I returned his bow. “You do me honor, sir. May I present my letters of introduction?”

The shichokan nodded.

I withdrew from my inside jacket the two envelopes and handed them to him.

“Please sit,” he said to me, and with a nod extended the invitation to Chief Suzuki.

We took chairs opposite the desk as he got back behind it, settling into his teakwood throne, where he put on roundlensed wire-frame glasses and read the letters. One, on embassy stationery, was from the German Ambassador to the U.S.A.; the other was from Sean Russell, Chief of Staff of the Irish Republican Army, currently in the States on a fundraising tour, and laying low after several major London and Liverpool bombings.

They were not forgeries. Wall Street boy Forrestal’s connections with wealthy supporters of the I.R.A. had made both letters possible; and the real Father Brian O’Leary of Milwaukee, a former I.R.A. advocate appalled by the recent spate of bombings, had lent his cooperation. It was a solid cover story.
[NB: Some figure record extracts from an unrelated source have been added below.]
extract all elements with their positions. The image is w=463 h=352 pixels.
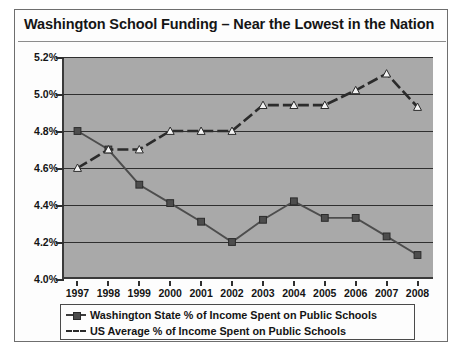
x-axis-tick-mark — [76, 281, 78, 286]
x-axis-tick-mark — [293, 281, 295, 286]
legend-item-us-average: US Average % of Income Spent on Public S… — [65, 323, 410, 339]
legend-label-us-average: US Average % of Income Spent on Public S… — [90, 325, 346, 337]
legend-key-dashed-line-icon — [65, 324, 87, 338]
x-axis-tick-mark — [200, 281, 202, 286]
y-axis-tick-mark — [56, 205, 64, 207]
y-axis-tick-label: 4.0% — [18, 273, 58, 285]
x-axis-tick-mark — [355, 281, 357, 286]
y-axis-tick-label: 4.6% — [18, 162, 58, 174]
x-axis-tick-mark — [107, 281, 109, 286]
plot-area — [62, 57, 433, 279]
y-axis-tick-mark — [56, 57, 64, 59]
x-axis-tick-mark — [324, 281, 326, 286]
data-point — [167, 200, 174, 207]
y-axis-tick-label: 4.4% — [18, 199, 58, 211]
chart-legend: Washington State % of Income Spent on Pu… — [60, 304, 415, 340]
data-point — [136, 181, 143, 188]
data-point — [74, 128, 81, 135]
y-axis-tick-label: 4.2% — [18, 236, 58, 248]
series-line-0 — [78, 131, 418, 255]
x-axis-tick-mark — [231, 281, 233, 286]
data-point — [383, 233, 390, 240]
y-axis-tick-mark — [56, 94, 64, 96]
x-axis-tick-label: 2008 — [398, 287, 438, 299]
series-layer — [62, 57, 433, 279]
legend-item-washington-state: Washington State % of Income Spent on Pu… — [65, 307, 410, 323]
data-point — [291, 198, 298, 205]
legend-key-solid-square-icon — [65, 308, 87, 322]
title-divider — [18, 41, 446, 42]
x-axis-tick-mark — [138, 281, 140, 286]
chart-title: Washington School Funding – Near the Low… — [24, 16, 444, 38]
data-point — [260, 216, 267, 223]
data-point — [198, 218, 205, 225]
y-axis-tick-label: 5.2% — [18, 51, 58, 63]
y-axis-tick-mark — [56, 242, 64, 244]
data-point — [352, 215, 359, 222]
y-axis-tick-label: 5.0% — [18, 88, 58, 100]
x-axis-tick-mark — [417, 281, 419, 286]
y-axis-tick-label: 4.8% — [18, 125, 58, 137]
y-axis-tick-mark — [56, 168, 64, 170]
data-point — [229, 239, 236, 246]
y-axis-tick-mark — [56, 131, 64, 133]
y-axis: 5.2%5.0%4.8%4.6%4.4%4.2%4.0% — [12, 57, 58, 279]
legend-label-washington-state: Washington State % of Income Spent on Pu… — [90, 309, 377, 321]
data-point — [383, 70, 391, 77]
data-point — [414, 252, 421, 259]
x-axis-tick-mark — [169, 281, 171, 286]
data-point — [259, 101, 267, 108]
x-axis: 1997199819992000200120022003200420052006… — [62, 281, 433, 303]
x-axis-tick-mark — [386, 281, 388, 286]
data-point — [321, 215, 328, 222]
x-axis-tick-mark — [262, 281, 264, 286]
series-line-1 — [78, 74, 418, 168]
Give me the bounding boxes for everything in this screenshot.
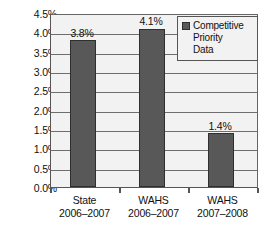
bar-wahs-2006-2007 (139, 29, 165, 188)
x-axis-category-line1: State (73, 194, 97, 206)
x-axis-category-line2: 2007–2008 (188, 207, 257, 220)
x-axis-category-line1: WAHS (207, 194, 237, 206)
x-axis-tick (257, 188, 259, 193)
x-axis-category-line1: WAHS (138, 194, 168, 206)
x-axis-category-line2: 2006–2007 (50, 207, 119, 220)
x-axis-tick (50, 188, 52, 193)
x-axis-tick (188, 188, 190, 193)
bar-chart: 4.5% 4.0% 3.5% 3.0% 2.5% 2.0% 1.5% 1.0% … (0, 0, 275, 232)
x-axis-category-label: State 2006–2007 (50, 194, 119, 220)
bar-wahs-2007-2008 (208, 133, 234, 187)
legend: Competitive Priority Data (177, 16, 258, 61)
x-axis-tick (119, 188, 121, 193)
x-axis-category-label: WAHS 2007–2008 (188, 194, 257, 220)
legend-label: Competitive Priority Data (193, 20, 244, 56)
legend-swatch-icon (182, 22, 190, 30)
legend-label-line1: Competitive (193, 20, 244, 32)
legend-label-line3: Data (193, 44, 244, 56)
bar-value-label: 4.1% (119, 16, 183, 27)
bar-state-2006-2007 (70, 40, 96, 187)
bar-value-label: 1.4% (188, 121, 252, 132)
x-axis-category-line2: 2006–2007 (119, 207, 188, 220)
bar-value-label: 3.8% (50, 28, 114, 39)
x-axis-category-label: WAHS 2006–2007 (119, 194, 188, 220)
legend-item: Competitive Priority Data (182, 20, 254, 56)
legend-label-line2: Priority (193, 32, 244, 44)
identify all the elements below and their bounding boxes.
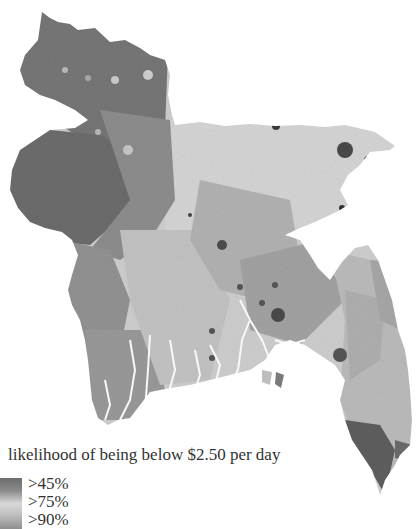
legend-label-90: >90% (28, 510, 69, 529)
legend-label-75: >75% (28, 492, 69, 512)
legend-label-45: >45% (28, 474, 69, 494)
legend-title: likelihood of being below $2.50 per day (8, 445, 280, 465)
delta-islands (262, 370, 284, 388)
legend-color-scale (0, 478, 22, 529)
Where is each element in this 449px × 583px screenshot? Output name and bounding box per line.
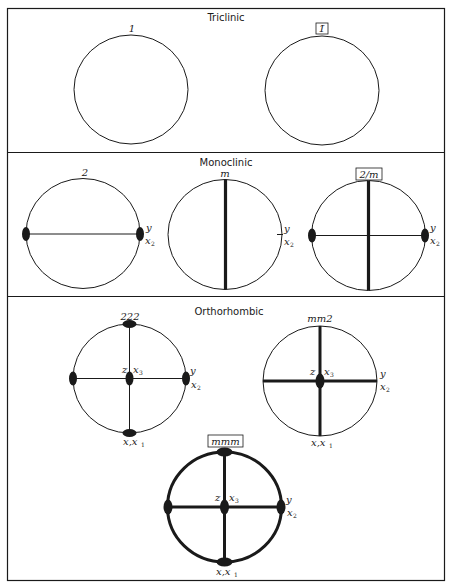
axis-label-z: z [309, 366, 316, 377]
section-title-orthorhombic: Orthorhombic [194, 306, 263, 317]
stereogram-2: 2 y x 2 [22, 167, 155, 289]
stereogram-222: 222 z x 3 y x 2 x,x 1 [69, 311, 201, 448]
point-group-symbol: m [220, 168, 229, 179]
twofold-axis-icon [220, 500, 229, 515]
axis-label-x-x: x,x [216, 566, 231, 577]
axis-label-y: y [429, 222, 436, 233]
axis-label-subscript: 3 [235, 497, 239, 504]
axis-label-x-x: x,x [311, 437, 326, 448]
section-title-triclinic: Triclinic [206, 12, 244, 23]
twofold-axis-icon [164, 500, 173, 515]
point-group-symbol: mmm [211, 436, 239, 447]
axis-label-z: z [121, 364, 128, 375]
twofold-axis-icon [277, 500, 286, 515]
twofold-axis-icon [182, 372, 190, 386]
primitive-circle [74, 35, 188, 144]
axis-label-y: y [189, 365, 196, 376]
primitive-circle [265, 36, 379, 145]
twofold-axis-icon [136, 227, 144, 241]
stereogram-2-over-m: 2/m y x 2 [308, 168, 440, 291]
axis-label-subscript: 1 [329, 442, 333, 449]
twofold-axis-icon [421, 229, 429, 243]
crystal-point-group-figure: Triclinic 1 1̄ Monoclinic 2 y x 2 m y x … [0, 0, 449, 583]
twofold-axis-icon [22, 227, 30, 241]
section-title-monoclinic: Monoclinic [200, 157, 253, 168]
stereogram-mmm: mmm z x 3 y x 2 x,x 1 [164, 435, 298, 578]
axis-label-subscript: 2 [293, 512, 297, 519]
axis-label-subscript: 2 [197, 384, 201, 391]
point-group-symbol: 2 [81, 167, 88, 178]
point-group-symbol: 1 [129, 23, 135, 34]
axis-label-subscript: 1 [141, 441, 145, 448]
twofold-axis-icon [308, 229, 316, 243]
twofold-axis-icon [69, 372, 77, 386]
twofold-axis-icon [217, 448, 233, 457]
axis-label-y: y [145, 222, 152, 233]
axis-label-subscript: 2 [290, 241, 294, 248]
stereogram-m: m y x 2 [168, 168, 294, 290]
axis-label-y: y [379, 368, 386, 379]
axis-label-subscript: 2 [436, 240, 440, 247]
axis-label-subscript: 3 [330, 371, 334, 378]
axis-label-y: y [283, 223, 290, 234]
stereogram-mm2: mm2 z x 3 y x 2 x,x 1 [263, 313, 390, 449]
point-group-symbol: 2/m [358, 169, 378, 180]
axis-label-subscript: 1 [234, 571, 238, 578]
axis-label-x-x: x,x [123, 436, 138, 447]
stereogram-1: 1 [74, 23, 188, 144]
axis-label-z: z [214, 492, 221, 503]
axis-label-subscript: 2 [151, 240, 155, 247]
point-group-symbol: mm2 [307, 313, 332, 324]
stereogram-1-bar: 1̄ [265, 23, 379, 145]
point-group-symbol: 1̄ [319, 23, 325, 34]
axis-label-subscript: 3 [139, 369, 143, 376]
axis-label-y: y [285, 494, 292, 505]
twofold-axis-icon [123, 320, 137, 328]
axis-label-subscript: 2 [386, 386, 390, 393]
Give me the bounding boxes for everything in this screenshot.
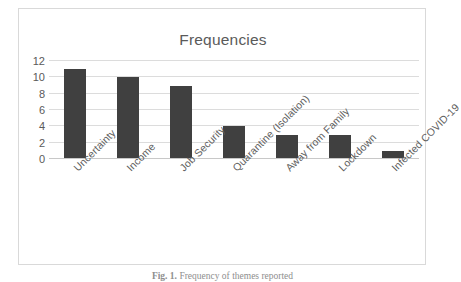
bar <box>64 69 86 159</box>
chart-title: Frequencies <box>19 31 427 49</box>
bar <box>117 77 139 159</box>
y-axis-tick-label: 4 <box>19 121 45 132</box>
figure-caption: Fig. 1. Frequency of themes reported <box>0 271 445 281</box>
figure-caption-text: Frequency of themes reported <box>179 271 293 281</box>
y-axis-tick-label: 6 <box>19 105 45 116</box>
chart-frame: Frequencies 024681012 UncertaintyIncomeJ… <box>18 8 426 265</box>
figure-number: Fig. 1. <box>152 271 177 281</box>
y-axis-tick-label: 0 <box>19 154 45 165</box>
y-axis-tick-label: 12 <box>19 56 45 67</box>
gridline <box>49 93 419 94</box>
y-axis-tick-label: 10 <box>19 72 45 83</box>
y-axis-tick-label: 2 <box>19 137 45 148</box>
bar <box>170 86 192 160</box>
gridline <box>49 60 419 61</box>
gridline <box>49 76 419 77</box>
x-axis-line <box>49 158 419 159</box>
y-axis-tick-label: 8 <box>19 88 45 99</box>
x-axis-category-labels: UncertaintyIncomeJob SecurityQuarantine … <box>49 161 419 261</box>
y-axis-tick-labels: 024681012 <box>19 61 45 159</box>
gridline <box>49 109 419 110</box>
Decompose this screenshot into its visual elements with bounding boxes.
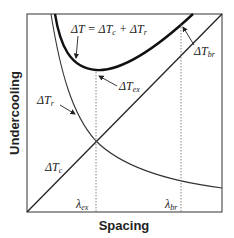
y-axis-label: Undercooling [7,71,22,155]
x-axis-label: Spacing [99,218,150,233]
arrow-ex [99,76,117,86]
label-br: ΔTbr [193,44,216,59]
label-total: ΔT = ΔTc + ΔTr [70,22,148,37]
label-r: ΔTr [36,93,55,108]
arrow-total [76,36,78,58]
label-ex: ΔTex [118,79,140,94]
label-c: ΔTc [44,160,63,175]
label-lambda-ex: λex [75,197,89,212]
label-lambda-br: λbr [164,197,178,212]
arrow-br [183,27,194,45]
arrow-r [60,105,75,114]
undercooling-diagram: ΔT = ΔTc + ΔTr ΔTex ΔTbr ΔTr ΔTc λex λbr… [0,0,234,238]
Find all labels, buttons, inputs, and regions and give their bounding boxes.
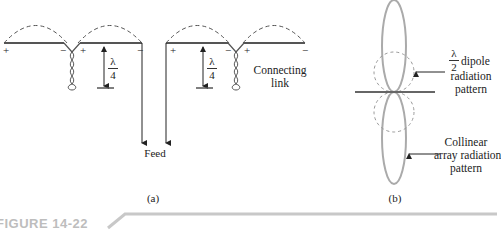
polarity-plus: +: [3, 44, 9, 56]
twisted-link-right: [232, 52, 240, 90]
polarity-plus: +: [244, 44, 250, 56]
polarity-minus: −: [225, 44, 231, 56]
polarity-minus: −: [137, 44, 143, 56]
quarter-wave-label: λ 4: [207, 56, 217, 81]
polarity-minus: −: [60, 44, 66, 56]
polarity-minus: −: [302, 44, 308, 56]
polarity-plus: +: [80, 44, 86, 56]
connecting-link-label: Connecting link: [244, 64, 316, 90]
panel-a-caption: (a): [140, 192, 166, 204]
polarity-plus: +: [170, 44, 176, 56]
panel-b-drawing: [355, 0, 445, 184]
panel-b-caption: (b): [382, 192, 408, 204]
figure-banner-line: [108, 214, 497, 228]
feed-label: Feed: [138, 147, 172, 159]
quarter-wave-label: λ 4: [108, 56, 118, 81]
twisted-link-left: [68, 52, 76, 90]
dipole-label-line1: dipole: [461, 55, 490, 67]
figure-label: FIGURE 14-22: [0, 216, 88, 231]
collinear-label: Collinear array radiation pattern: [434, 136, 498, 175]
dipole-label-rest: radiation pattern: [446, 70, 496, 96]
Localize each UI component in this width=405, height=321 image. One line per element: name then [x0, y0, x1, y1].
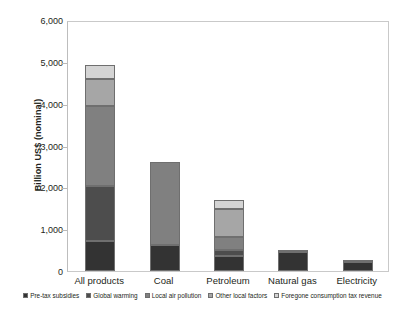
bar-group-petroleum[interactable] [197, 22, 261, 271]
y-axis-tick-label: 2,000 [23, 183, 63, 193]
stacked-bar[interactable] [85, 65, 115, 271]
x-axis-label-petroleum: Petroleum [196, 275, 260, 286]
bar-group-electricity[interactable] [326, 22, 390, 271]
bar-segment-pre-tax-subsidies[interactable] [278, 252, 308, 271]
bar-segment-other-local-factors[interactable] [343, 260, 373, 262]
bar-segment-global-warming[interactable] [85, 186, 115, 242]
legend-item[interactable]: Foregone consumption tax revenue [274, 292, 382, 299]
legend-swatch-icon [23, 293, 28, 298]
y-axis-tick-label: 5,000 [23, 58, 63, 68]
bar-group-coal[interactable] [132, 22, 196, 271]
legend-label: Local air pollution [152, 292, 202, 299]
legend-swatch-icon [208, 293, 213, 298]
bar-segment-other-local-factors[interactable] [214, 209, 244, 237]
stacked-bar[interactable] [150, 162, 180, 271]
legend-item[interactable]: Local air pollution [145, 292, 202, 299]
legend-swatch-icon [86, 293, 91, 298]
y-axis-tick-label: 1,000 [23, 225, 63, 235]
bar-segment-pre-tax-subsidies[interactable] [85, 241, 115, 271]
bar-segment-foregone-consumption-tax-revenue[interactable] [85, 65, 115, 79]
y-axis-tick-label: 4,000 [23, 100, 63, 110]
plot-area [67, 21, 389, 272]
y-axis-tick-label: 6,000 [23, 16, 63, 26]
legend-swatch-icon [274, 293, 279, 298]
x-axis-label-electricity: Electricity [325, 275, 389, 286]
bar-series-group [68, 22, 388, 271]
chart-legend: Pre-tax subsidiesGlobal warmingLocal air… [0, 292, 405, 299]
stacked-bar[interactable] [214, 200, 244, 271]
bar-group-all-products[interactable] [68, 22, 132, 271]
x-axis-label-coal: Coal [131, 275, 195, 286]
bar-group-natural-gas[interactable] [261, 22, 325, 271]
legend-item[interactable]: Pre-tax subsidies [23, 292, 79, 299]
bar-segment-local-air-pollution[interactable] [214, 237, 244, 250]
bar-segment-pre-tax-subsidies[interactable] [150, 245, 180, 271]
y-axis-tick-label: 3,000 [23, 142, 63, 152]
legend-item[interactable]: Global warming [86, 292, 137, 299]
legend-label: Global warming [93, 292, 137, 299]
x-axis-label-all-products: All products [67, 275, 131, 286]
bar-segment-other-local-factors[interactable] [85, 79, 115, 106]
stacked-bar[interactable] [278, 250, 308, 271]
bar-segment-local-air-pollution[interactable] [150, 162, 180, 245]
legend-item[interactable]: Other local factors [208, 292, 267, 299]
legend-label: Pre-tax subsidies [30, 292, 79, 299]
chart-container: Billion US$ (nominal) 6,0005,0004,0003,0… [0, 0, 405, 321]
legend-label: Foregone consumption tax revenue [281, 292, 382, 299]
bar-segment-pre-tax-subsidies[interactable] [343, 262, 373, 271]
bar-segment-global-warming[interactable] [214, 250, 244, 256]
y-axis-tick-label: 0 [23, 267, 63, 277]
bar-segment-foregone-consumption-tax-revenue[interactable] [214, 200, 244, 209]
bar-segment-pre-tax-subsidies[interactable] [214, 256, 244, 271]
bar-segment-other-local-factors[interactable] [278, 250, 308, 252]
x-axis-label-natural-gas: Natural gas [260, 275, 324, 286]
bar-segment-local-air-pollution[interactable] [85, 106, 115, 186]
legend-label: Other local factors [215, 292, 267, 299]
legend-swatch-icon [145, 293, 150, 298]
stacked-bar[interactable] [343, 260, 373, 271]
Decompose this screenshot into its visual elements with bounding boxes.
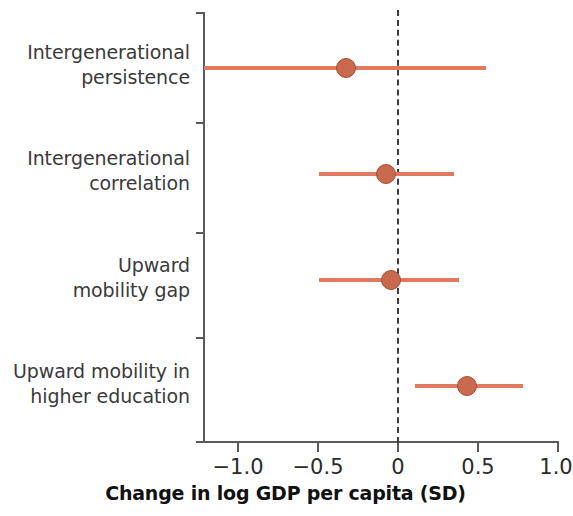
x-tick-label-0.5: 0.5 (461, 455, 494, 479)
x-tick-label-1.0: 1.0 (539, 455, 572, 479)
zero-reference-line (397, 10, 399, 443)
y-axis-tick-1 (196, 122, 204, 124)
x-axis-title: Change in log GDP per capita (SD) (0, 482, 571, 504)
y-axis-tick-3 (196, 337, 204, 339)
y-axis-tick-2 (196, 232, 204, 234)
estimate-point-row-4[interactable] (457, 376, 477, 396)
x-axis-spine (203, 441, 559, 443)
y-axis-spine (203, 12, 205, 443)
x-axis-tick-1.0 (557, 443, 559, 452)
x-tick-label--0.5: −0.5 (293, 455, 344, 479)
x-tick-label-0: 0 (391, 455, 404, 479)
x-tick-label--1.0: −1.0 (213, 455, 264, 479)
x-axis-tick--1.0 (237, 443, 239, 452)
estimate-point-row-2[interactable] (376, 164, 396, 184)
estimate-point-row-3[interactable] (381, 270, 401, 290)
x-axis-tick-0.5 (477, 443, 479, 452)
y-axis-tick-top (196, 12, 204, 14)
x-axis-tick--0.5 (317, 443, 319, 452)
estimate-point-row-1[interactable] (336, 58, 356, 78)
y-axis-tick-bottom (196, 441, 204, 443)
x-axis-tick-0 (397, 443, 399, 452)
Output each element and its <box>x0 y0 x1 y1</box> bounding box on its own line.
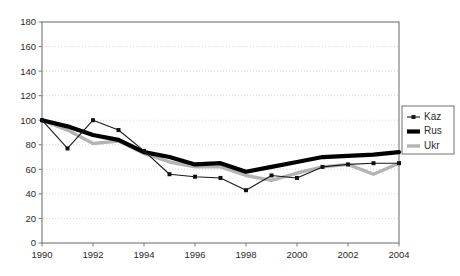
line-chart: 020406080100120140160180 199019921994199… <box>0 0 460 276</box>
data-point-marker <box>397 161 401 165</box>
data-point-marker <box>295 176 299 180</box>
y-axis-tick-label: 120 <box>20 90 36 101</box>
x-axis-tick-label: 2002 <box>337 249 358 260</box>
x-axis-tick-label: 2000 <box>286 249 307 260</box>
data-point-marker <box>168 172 172 176</box>
y-axis-tick-label: 100 <box>20 115 36 126</box>
y-axis-tick-label: 80 <box>25 139 36 150</box>
y-axis-tick-label: 140 <box>20 66 36 77</box>
x-axis-tick-label: 2004 <box>388 249 409 260</box>
legend-label-ukr: Ukr <box>424 140 440 151</box>
chart-canvas: 020406080100120140160180 199019921994199… <box>0 0 460 276</box>
chart-legend: KazRusUkr <box>402 106 454 154</box>
legend-label-rus: Rus <box>424 125 442 136</box>
data-point-marker <box>244 188 248 192</box>
data-point-marker <box>321 165 325 169</box>
data-point-marker <box>193 175 197 179</box>
x-axis-tick-label: 1990 <box>31 249 52 260</box>
legend-swatch-kaz-marker <box>412 115 416 119</box>
y-axis-tick-label: 180 <box>20 16 36 27</box>
data-point-marker <box>270 173 274 177</box>
y-axis-tick-label: 0 <box>31 237 36 248</box>
data-point-marker <box>117 128 121 132</box>
y-axis-tick-label: 60 <box>25 164 36 175</box>
x-axis-tick-label: 1996 <box>184 249 205 260</box>
data-point-marker <box>346 162 350 166</box>
data-point-marker <box>40 118 44 122</box>
data-point-marker <box>91 118 95 122</box>
x-axis-tick-label: 1992 <box>82 249 103 260</box>
data-point-marker <box>219 176 223 180</box>
data-point-marker <box>66 146 70 150</box>
data-point-marker <box>142 149 146 153</box>
x-axis-tick-label: 1998 <box>235 249 256 260</box>
plot-area-frame <box>42 22 399 243</box>
legend-label-kaz: Kaz <box>424 111 441 122</box>
data-point-marker <box>372 161 376 165</box>
y-axis-tick-label: 160 <box>20 41 36 52</box>
x-axis-tick-label: 1994 <box>133 249 154 260</box>
y-axis-tick-label: 20 <box>25 213 36 224</box>
y-axis-tick-label: 40 <box>25 188 36 199</box>
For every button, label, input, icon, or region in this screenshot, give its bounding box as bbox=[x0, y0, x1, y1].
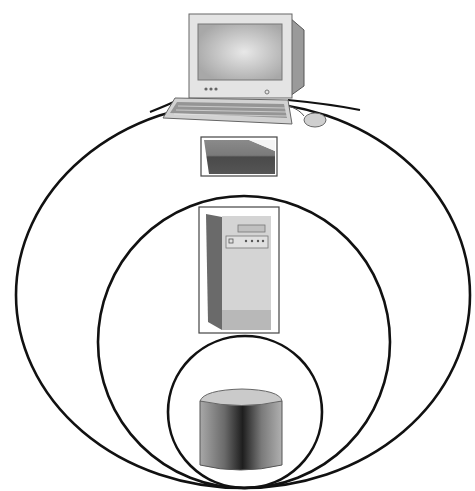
database-cylinder-icon bbox=[200, 389, 282, 470]
layer-diagram bbox=[0, 0, 475, 491]
tower-server-icon bbox=[199, 207, 279, 333]
thin-device-icon bbox=[201, 137, 277, 176]
desktop-computer-icon bbox=[150, 14, 360, 127]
Seeming mildly confused, the shichokan removed his glasses and rested them on the table, by the two letters, which he had not returned to their envelopes. “You are Irish? Or American?”

“I’m an American citizen,” I explained. “My parents were from Dublin. There are many of us in the United States who aid and support the I.R.A. in their righteous war on England. The reason I have come is to seek your —”

The shichokan raised a pudgy hand in a “stop” gesture, smiling; his head looked like a cookie jar with a face on it. A face with Fu Manchu whiskers, that is.

“Before we go on,” he said, in that bass that rumbled up out of his squat body like an echo up a canyon, “I will need to show your letters to kaigun bukan. I hope you will forgive this formality.”

I loved the way he made it sound like I had some kind of choice in all of this. And, of course, I had no idea what the hell a kaigun bukan was.